About half the Will is devoted to his most important benefaction, the 'indigenous University'-the university of research-to which he leaves the largest single sum and again in clause 13 from 'the rest, residue and remainder of my property' one equal third to his two sons and an equal third for the university scheme, virtually putting the university alongside his two dear sons.

But though he thinks on a broad national scale preceding it in clause 8 he does not forget those who have served him in various capacities:

  • I give to all my domestic servants whether Coachmen, Grooms, Malees, Massals, Hamals, Cooks, Waiters, Sepoys, Watchmen or the like employed at Esplanade House my residence in Bombay and at my town house and my country seat at Nowsari and my bungalow Castle Hill at Matheran including my two old servants Gungaram Narayen and Babajee Kristnajee now serving at my stone quarries at Chichpoogly one month's pay for every year or part of a year they shall respectively have been in my service at the time of my death the month's pay above referred to being taken to be the average monthly pay for the last three years of such service of each of the said servants.

Noteworthy too that he had not forgotten two former domestic servants transferred by him to his quarries and gave them the same privilege as they would have had were they in his domestic service.

He did not just live and think and plan for India in the abstract.
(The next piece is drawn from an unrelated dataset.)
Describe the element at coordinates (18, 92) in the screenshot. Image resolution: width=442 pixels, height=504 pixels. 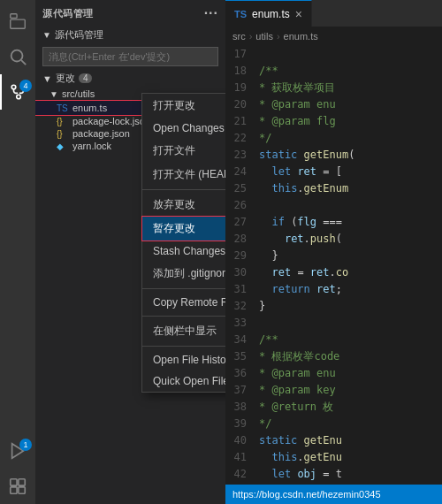
I see `sidebar-item-scm: 4` at that location.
He thought of India in terms of people. Individuals mattered to him, not just his grand schemes. His was a rounded personality. Meherbai, his daughter-in-law, was being shown round his palatial house. They moved from one stately room to another-each room with an attendant. In one room the attendant wished Jamsetji but did not rise from his chair. As they left the room Meherbai commented on the servant's lack of respect. Jamsetji replied: 'He has served me well. Now he is old. I have instructed him not to rise when I enter the room.'

And, finally, that rare quality of passion for a cause. The consciousness of his own wealth in the surrounding sea of poverty abided with him and with it came not just a desire but what the Times of India called 'an abiding passion' to elevate his land and his people to a higher standard of life. In the last ten years it became a mission with him.
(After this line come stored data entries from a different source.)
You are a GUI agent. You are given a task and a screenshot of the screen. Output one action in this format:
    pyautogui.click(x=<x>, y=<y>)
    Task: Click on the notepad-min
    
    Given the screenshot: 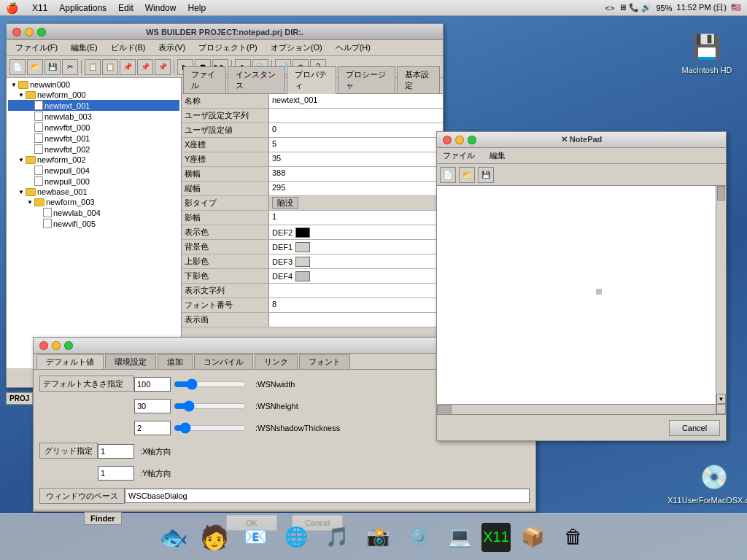 What is the action you would take?
    pyautogui.click(x=460, y=140)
A religious missionary in south India, Amy Wilson Carmichael, wrote verses which-with appropriate changes-could well apply to Jamsetji of later years:

  • for a passionate passion for souls,
  • for a pity that yearns,
  • for a love that loves unto death,
  • for a fire that burns.

Jamsetji's passion was for the physical well-being of his countrymen. As noted, his eyes welled with tears when he spoke of the poverty of his people. He realized that agriculture was not adequate to relieve the poverty and hence industry and technical education were needed. His pity and concern manifested itself when he refused to start a subsidiary for crushing cotton seeds lest the cattle of the poor be starved, or when he resisted the campaign that cotton duties be also charged to handloom as to mill cloth, because he did not want the load on the poor worker.

On his astounding visit to the West (in the chapter that follows) of 1902 he literally burnt himself out. Next year, the doctors were to write that at sixty-four his hair had greyed all over. He died at sixty-five much before his time. But he did leave behind him a legacy of what one man could do for the land that gave him birth.

For the Love of India was released on July 23, 2004 by A. P. J. Abdul Kalam, the President of India.